San Francisco Chronicle

Survivors sue after deadly Oakland fire

- By Kimberly Veklerov Kimberly Veklerov is a San Francisco Chronicle staff writer. Email: kveklerov@ sfchronicl­e.com Twitter: @kveklerov

Survivors of a deadly fire that tore through a West Oakland halfway house last month sued their former landlord and the nonprofits that acted as master tenants Wednesday in Alameda County Superior Court, saying their slum-like housing conditions were illegal and led to the inferno.

The lawsuit brought by 15 former tenants alleges that the building near San Pablo and Mead avenues had no working fire alarms, sprinkler system, emergency lights or carbonmono­xide detectors. Those defects, the suit says, created a chaotic scene in the early hours of March 27 as residents constructe­d makeshift fire escapes out of bedsheets or kicked down neighbors’ doors to alert them to the flames.

“This is probably one of the worst properties in Oakland,” Ken Greenstein, an attorney representi­ng the survivors, said during a news conference. “This property was so substandar­d that even if this fire hadn’t started, it was a fire that was waiting to happen.”

The blaze killed four people, injured six and displaced more than 80 residents.

Named in the complaint are owner Keith Kim and his company Mead Avenue Housing Associates, as well as the nonprofit organizati­ons that held the master lease at different points in time: Urojas Community Services, House of Change and Dignity House West. An attorney representi­ng Urojas said he had to review the lawsuit before responding to its allegation­s, and an attorney for Kim said the building owner was trying to remove Urojas as a tenant because of concerns about its oversight of the facility and the people it was bringing in.

Representa­tives for the other defendants did not immediatel­y return requests for comment.

One of the survivors filing suit, Eliza Anderson, 29, said she and her three daughters dealt with deplorable conditions — rats, mold, leaks, cockroache­s, power outages, no working heat — for years before the fire.
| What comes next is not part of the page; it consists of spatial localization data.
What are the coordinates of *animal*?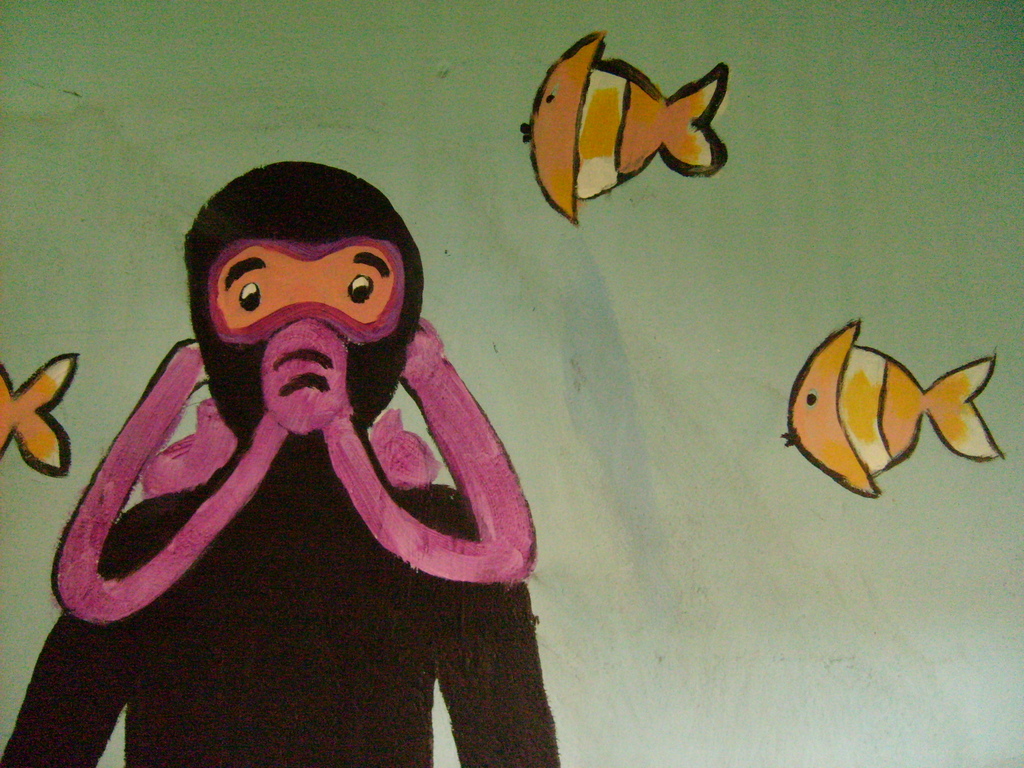
box=[773, 317, 1006, 504].
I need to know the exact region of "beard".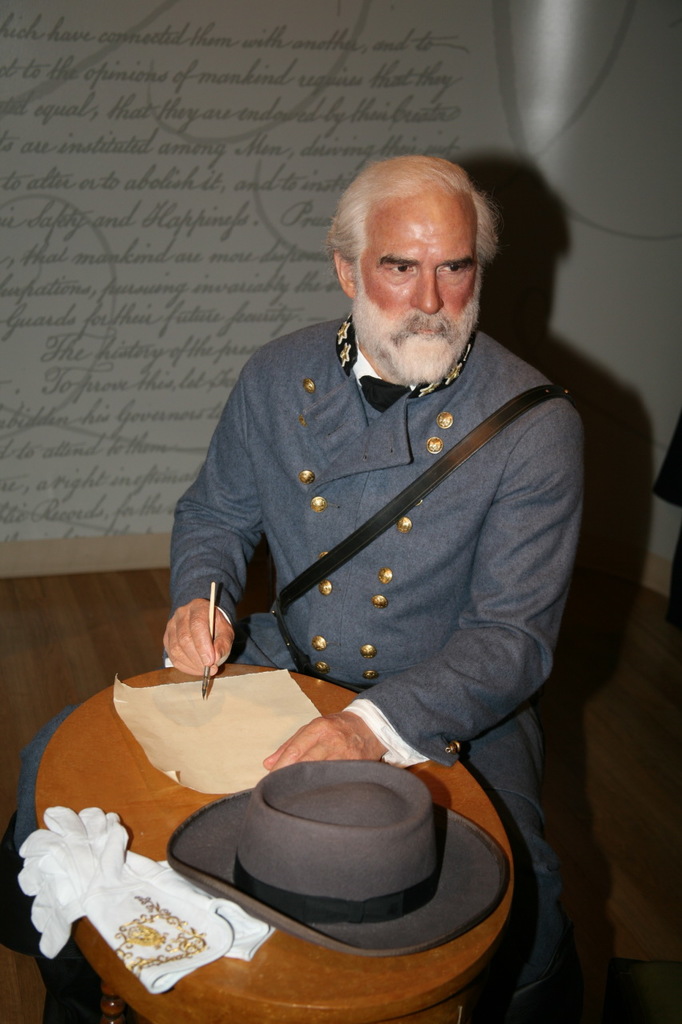
Region: region(342, 217, 495, 398).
The night of the fire, Anderson said her elderly aunt was able to kick down her door and tell her to get out only because its wood was so derelict. Once in the hallway, Anderson said she and her children were guided to the fire escape with just the light from her cell phone.

“I didn’t hear no alarms. All I heard was people banging on walls, that was the alert,” said Anderson, who’s staying in a transition­al home in Oakland. “There was no sprinklers wetting us as we were going out. Nothing. It was just pitch-black, like a barbecue grill.”